Alternative in-app payments: Match wins a battle against Google


Dating app giant Match Group (Tinder, Meetic, OKCupid, etc.) announced Friday that it has withdrawn its request for a temporary restraining order against Google after the Play Store operator conceded it would allow the group to offer temporarily to users of alternative payment systems.

For several years, Match Group has offered its own payment solution to users of its services, which does not please Google. In early May, Match sued Google after being told it had to remove its apps from the Play Store by May 1.er June because the dating app owner refused to share up to 30% of its sales, as required by Google’s developer distribution agreement.

Match went on to say that his legal action was “a measure of last resort”. The trial date is currently set for April 2023.

Google Hostage

The lawsuit, filed in the U.S. District Court in California, alleges that Google violated its mandate requiring certain app developers to use Google Play Billing to process payments.

Match adds in its statement that as part of the temporary deal, it will put up to $40 million into an escrow account, rather than paying Google for billing transactions on the Android operating system outside of Android.
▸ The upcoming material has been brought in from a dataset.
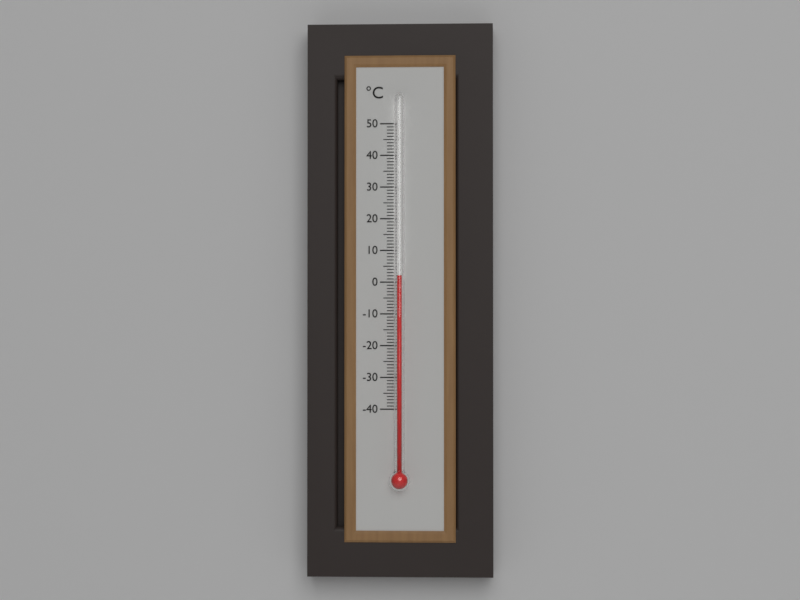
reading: 2 °C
Google Play Store billing.

The Match group says that over the past decade, Google has used “bait and switch tactics” to “exploit” app developers. The group adds that Google misleadingly claims to support developers by paying competitors not to enter the market. “10 years ago, Match Group was a partner of Google. We are now hostage,” Match Group insisted in court. “Google has made Google Play the only viable marketplace for Android apps (…) but that’s not enough for it. It also wants to control the much more lucrative market for in-app payment processing on Android. »

Google strikes back

Google hit back, saying the statement released by the Tinder owner was “misleading” and “misrepresented what happened in the process.”
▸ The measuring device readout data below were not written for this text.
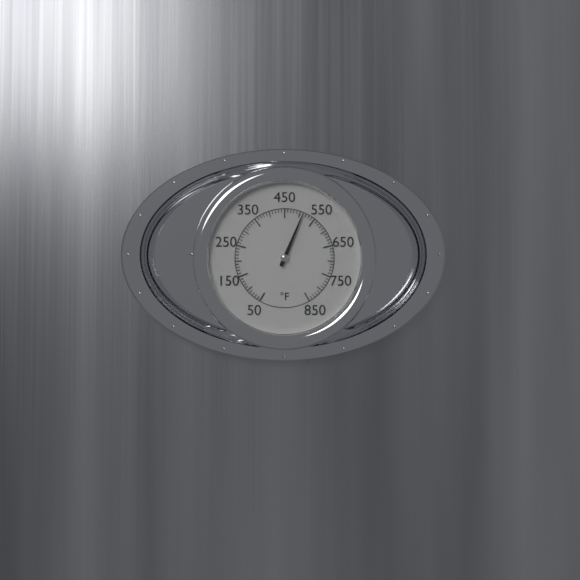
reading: 510 °F
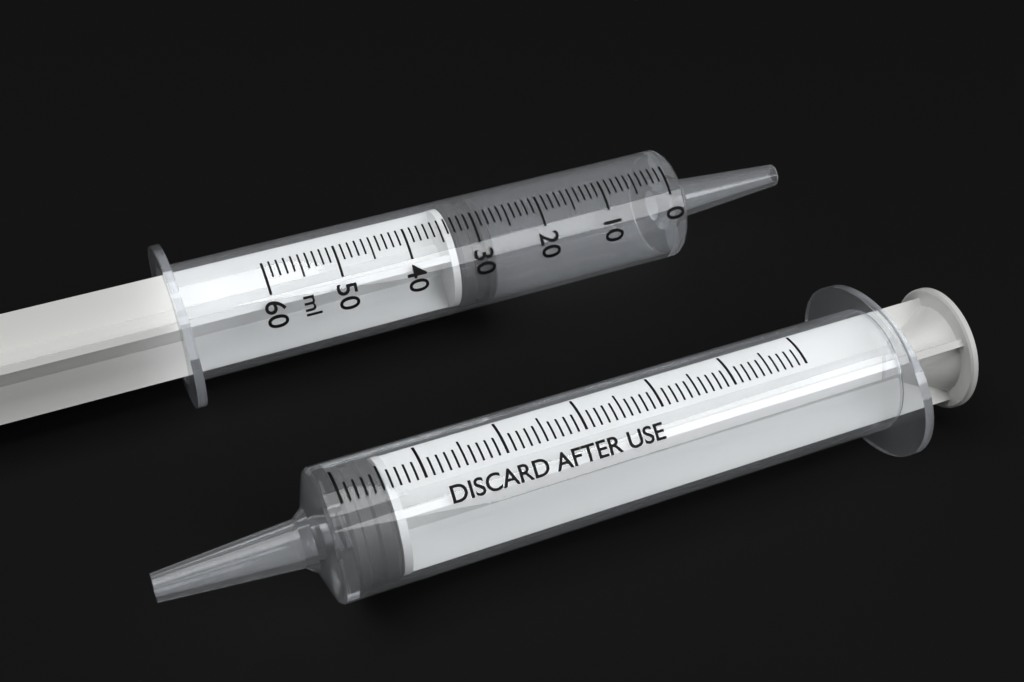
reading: 28 ml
The Play Store operator notes that the group has “successfully used the billing system in more than 10 of its apps”, and raised “hundreds of millions of consumer revenue in over 50 countries through Google billing”. Play last year”.
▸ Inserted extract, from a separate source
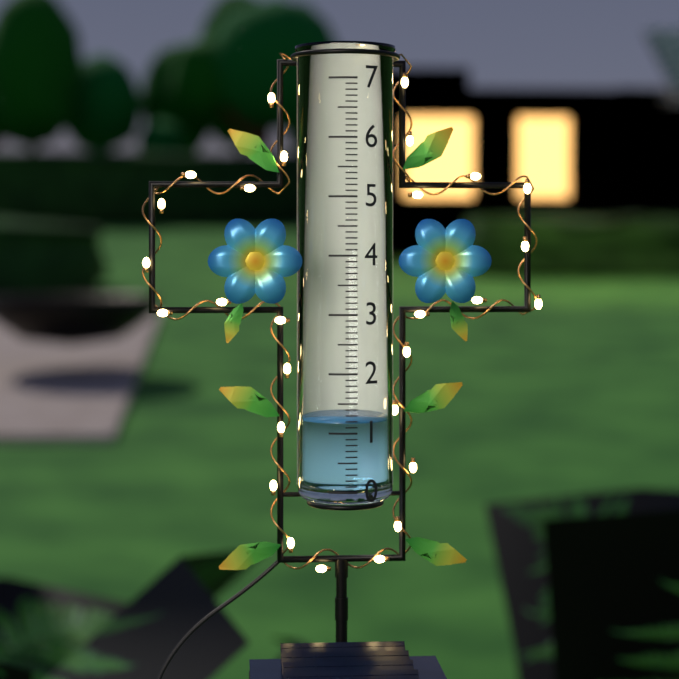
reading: 1.2 (no unit)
Google adds that it will sue the Match group in return, on the grounds that the publisher of dating applications has not honored its obligations under the distribution agreement to developers and “to ensure that Google Play remains a trusted destination for users”.

Pilot project

Apple and Google are under scrutiny around the world when it comes to payment systems for their app stores. Indeed, many regulators believe that the two giants hinder competition in the field of application stores and mobile operating systems.

Last March, Google announced a pilot project with Spotify to allow a “small number of participating developers” to offer an alternative payment option alongside the Google Play store payment system. Users who downloaded Spotify from the Google Play Store will have the choice to pay either with Spotify’s payment system or with Google Play’s billing system.